TASK GOAL: From top to bottom, write out the listing exactly.

- - - - - - -

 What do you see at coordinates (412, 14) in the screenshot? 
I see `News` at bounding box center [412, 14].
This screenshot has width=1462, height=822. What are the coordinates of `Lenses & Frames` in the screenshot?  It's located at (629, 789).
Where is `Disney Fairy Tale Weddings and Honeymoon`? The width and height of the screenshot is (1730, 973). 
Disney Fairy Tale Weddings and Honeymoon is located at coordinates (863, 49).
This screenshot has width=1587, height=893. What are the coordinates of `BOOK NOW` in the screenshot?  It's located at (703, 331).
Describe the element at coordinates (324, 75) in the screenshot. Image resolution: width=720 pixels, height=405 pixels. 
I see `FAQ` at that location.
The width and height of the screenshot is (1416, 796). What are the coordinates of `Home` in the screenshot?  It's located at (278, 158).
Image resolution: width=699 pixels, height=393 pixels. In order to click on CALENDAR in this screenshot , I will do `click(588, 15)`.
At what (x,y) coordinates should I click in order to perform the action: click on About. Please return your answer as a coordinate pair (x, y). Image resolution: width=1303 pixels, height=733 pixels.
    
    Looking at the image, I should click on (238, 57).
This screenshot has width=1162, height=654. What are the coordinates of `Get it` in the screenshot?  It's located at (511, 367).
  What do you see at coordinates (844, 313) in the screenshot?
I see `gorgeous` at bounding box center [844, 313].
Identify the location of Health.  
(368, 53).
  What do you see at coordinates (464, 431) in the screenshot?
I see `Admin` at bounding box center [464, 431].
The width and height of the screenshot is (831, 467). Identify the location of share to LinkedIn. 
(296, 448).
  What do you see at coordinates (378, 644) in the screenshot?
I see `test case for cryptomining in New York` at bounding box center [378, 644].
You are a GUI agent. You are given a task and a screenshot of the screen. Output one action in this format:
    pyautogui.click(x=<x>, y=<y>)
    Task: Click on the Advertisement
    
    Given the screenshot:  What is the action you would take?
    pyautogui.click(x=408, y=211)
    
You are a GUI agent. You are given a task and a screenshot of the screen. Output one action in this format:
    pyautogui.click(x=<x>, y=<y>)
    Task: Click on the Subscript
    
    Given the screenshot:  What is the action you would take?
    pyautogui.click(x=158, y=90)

- - - - - - -

RESULT OF THIS TASK:
 What do you see at coordinates (412, 14) in the screenshot? 
I see `News` at bounding box center [412, 14].
This screenshot has width=1462, height=822. What are the coordinates of `Lenses & Frames` in the screenshot?  It's located at (629, 789).
Where is `Disney Fairy Tale Weddings and Honeymoon`? The width and height of the screenshot is (1730, 973). 
Disney Fairy Tale Weddings and Honeymoon is located at coordinates (863, 49).
This screenshot has width=1587, height=893. What are the coordinates of `BOOK NOW` in the screenshot?  It's located at (703, 331).
Describe the element at coordinates (324, 75) in the screenshot. Image resolution: width=720 pixels, height=405 pixels. 
I see `FAQ` at that location.
The width and height of the screenshot is (1416, 796). What are the coordinates of `Home` in the screenshot?  It's located at (278, 158).
Image resolution: width=699 pixels, height=393 pixels. In order to click on CALENDAR in this screenshot , I will do `click(588, 15)`.
At what (x,y) coordinates should I click in order to perform the action: click on About. Please return your answer as a coordinate pair (x, y). Image resolution: width=1303 pixels, height=733 pixels.
    
    Looking at the image, I should click on (238, 57).
This screenshot has width=1162, height=654. What are the coordinates of `Get it` in the screenshot?  It's located at (511, 367).
  What do you see at coordinates (844, 313) in the screenshot?
I see `gorgeous` at bounding box center [844, 313].
Identify the location of Health.  
(368, 53).
  What do you see at coordinates (464, 431) in the screenshot?
I see `Admin` at bounding box center [464, 431].
The width and height of the screenshot is (831, 467). Identify the location of share to LinkedIn. 
(296, 448).
  What do you see at coordinates (378, 644) in the screenshot?
I see `test case for cryptomining in New York` at bounding box center [378, 644].
You are a GUI agent. You are given a task and a screenshot of the screen. Output one action in this format:
    pyautogui.click(x=<x>, y=<y>)
    Task: Click on the Advertisement
    
    Given the screenshot:  What is the action you would take?
    pyautogui.click(x=408, y=211)
    
You are a GUI agent. You are given a task and a screenshot of the screen. Output one action in this format:
    pyautogui.click(x=<x>, y=<y>)
    Task: Click on the Subscript
    
    Given the screenshot:  What is the action you would take?
    pyautogui.click(x=158, y=90)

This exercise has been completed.